The Madison Museum of Contemporary Art (MMOCA) will be unveiling a commissioned stone sculpture of Faisal Abdu’Allah, professor of printmaking and the Chazen Family Distinguished Chair in Art at the UW-Madison, on Tuesday, Feb. 22, in the MMoCA lobby in downtown Madison.
The art piece, Blu³eprint, is carved from limestone and features Abdu’Allah seated in a Belmont barber’s chair. As a barber and educator, Abdu’Allah features the barber chair as a space of learning for men like himself. Abdu’Allah spoke with Madison365 about the piece and what he hopes audiences learn from it.
“A lot of the artwork I’ve created over the years, has signs and symbols embedded in them,” said Abdu’Allah. “I always use materials and certain science as a way of encrypting things in work. The word Blueprint has the power three on top, because when you look at the word, embedded in that word, you can spell a word called Ubuntu … and Ubuntu is a Swahili word that talks about who we are as human beings. It translates to say a person is a person to other people. For me, it was really, really important to look at the holistic approach, as I’m creating this, what I would consider a very important object that’s going to be in public space. And in some way, I was using my body, a home that people are familiar with, the barber chair, to create this fitted seated figure.
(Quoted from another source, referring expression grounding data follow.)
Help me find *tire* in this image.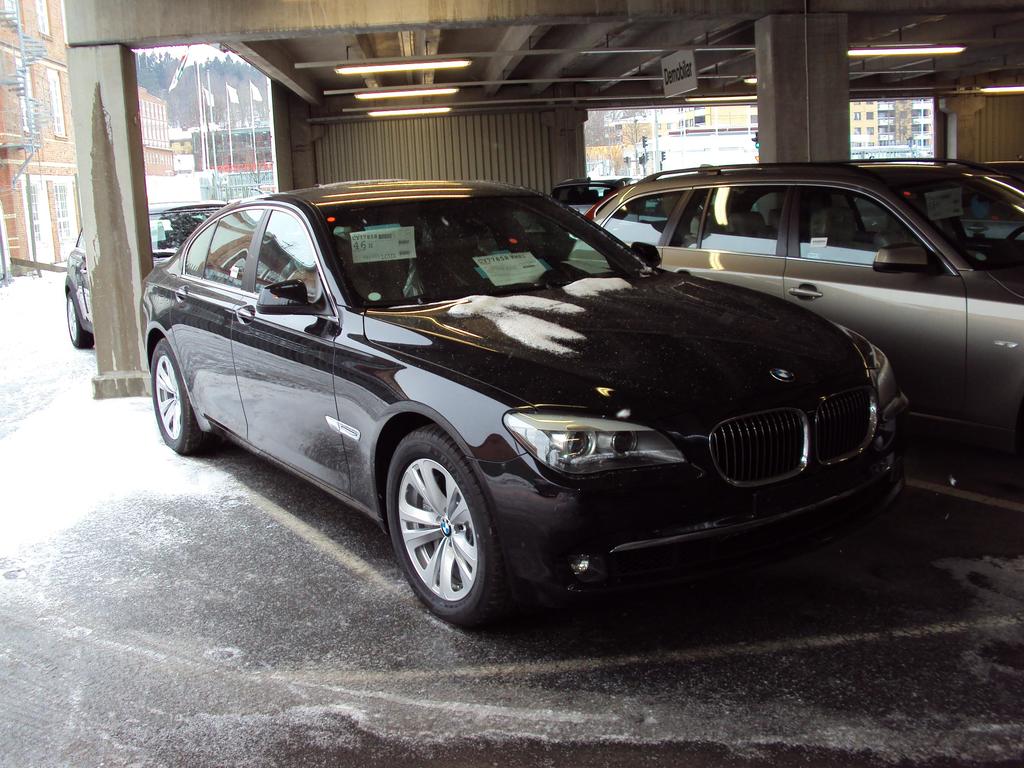
Found it: crop(384, 418, 527, 619).
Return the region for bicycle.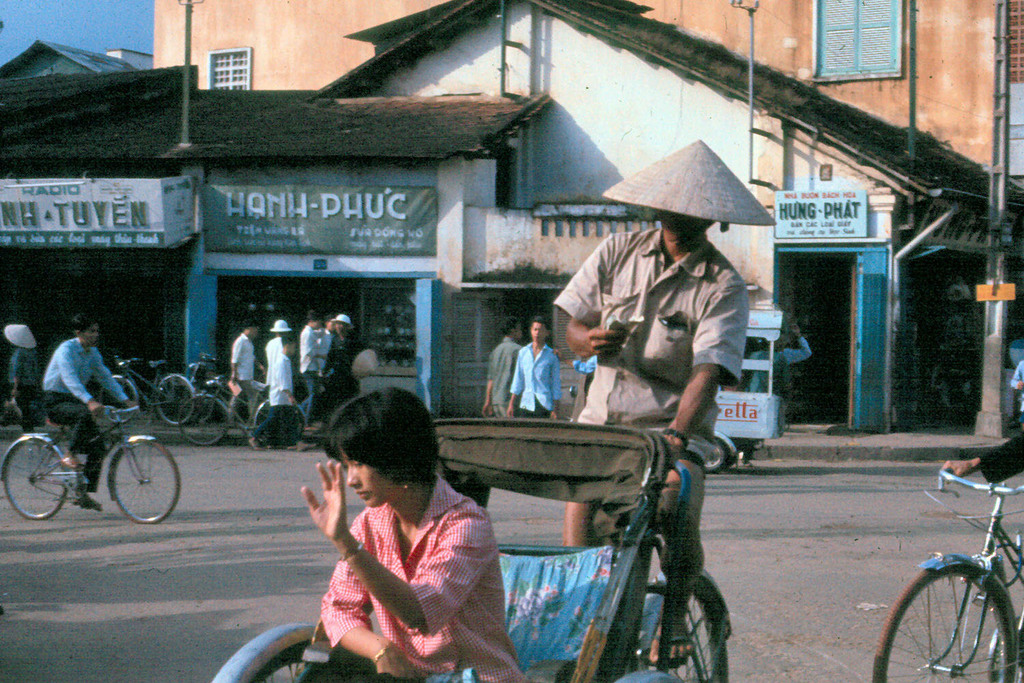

“Obviously, it’s me,” adds Abdu’Allah. “But it’s almost a referencing to that question. Most people say that they are self-made, that is absolutely untrue. We are all a product of our interactions in life, whether that be through an education, whether it be through something that’s traumatic, whether it be through being exposed to love or relationship. But we’re almost like a vessel, that has all of these ingredients put in the center of it. And that creates the kind of individual who we are. I think in some ways, that piece talks about a certain collectivity, in our own evolution, as human beings just celebrate the fact that we are a product of a multitude of different influences.”
Heather Schatz, director of fine art at Quarra Stone, talked with Madison365 about the process of creating this sculpture with Abdu’Allah.
“It really, really stemmed around Faisal’s interest in going to the public space and wanting to continue a conversation that he’d been having with the students about what would a contemporary monument be,” said Schatz. “It started out very much as an idea. It has emerged into working with artists here, with handcrafters and machines. We did the first phase of the sculpture with our large-scale robots. They carved away the material from the limestone to create a basic form. Then a master craftsman named Martin Foot from Italy was here and we looked at the piece with Faisal.
“It was determined that the face and the hands and some other elements should be crafted by this master craftsman. He carved Faisal’s details live,” Schatz continued. “It was extraordinary to take the shape and form that had derived very conceptually, through computers and through conversations and scans. Then now we had a very hand process doing those final touches. One thing probably it’s helpful to know is, even though it’s a sculpture of Faisal, he’s actually the artist.”
Abdu’Allah wants this art piece to spark conversations about the complexities of historical monuments, including Blu³eprint and the Abe Lincoln statue on top of Bascom Hill on UW-Madison’s campus. He is hoping people think about these monuments and understand the history behind them, while reflecting on the contemporary meanings of the artwork.
“My hope is that the public will spend time with the work. I would urge them to just take time into understanding the material, which is limestone. Limestone is a soft material. And it gets hard over time through weathering. There’s a philosophical reason why I chose that material,” he says. “That’s the first thing.
“The second thing is to understand that this is not a vanity project of me being the person in the stone and wants to be more memorialized in perpetuity. It’s speaking purely about one aspect of existing,” he adds. “This is just one aspect of me talking about humanity, and our shared humanity, through my own experiences of being born and raised in the UK and coming to the United States.”
Abdu’Allah is hoping Blu³eprint inspires audiences to critically think about where they consider spaces of education.
“That piece talks about this transformation, the weathering, talks about the hard to soft, talks about the way in which my new way of seeing the world has been shaped and crafted being in the U.S.,” Abdu’Allah says. “But more importantly, talking about the places and spaces for that education, to be continued, and places and spaces where that education took place.
“People will assume that it’s the university that education takes place … and I’m saying ‘No, when I was a young kid, the barber chair was a space of learning for me.’ The first institute of learning. I hope they’re able to kind of try and visit the work, revisit the work, try to get some learning about who I am, what I’m about, and just spend time with a piece and, hopefully, they’ll be able to see bits of themselves in it.”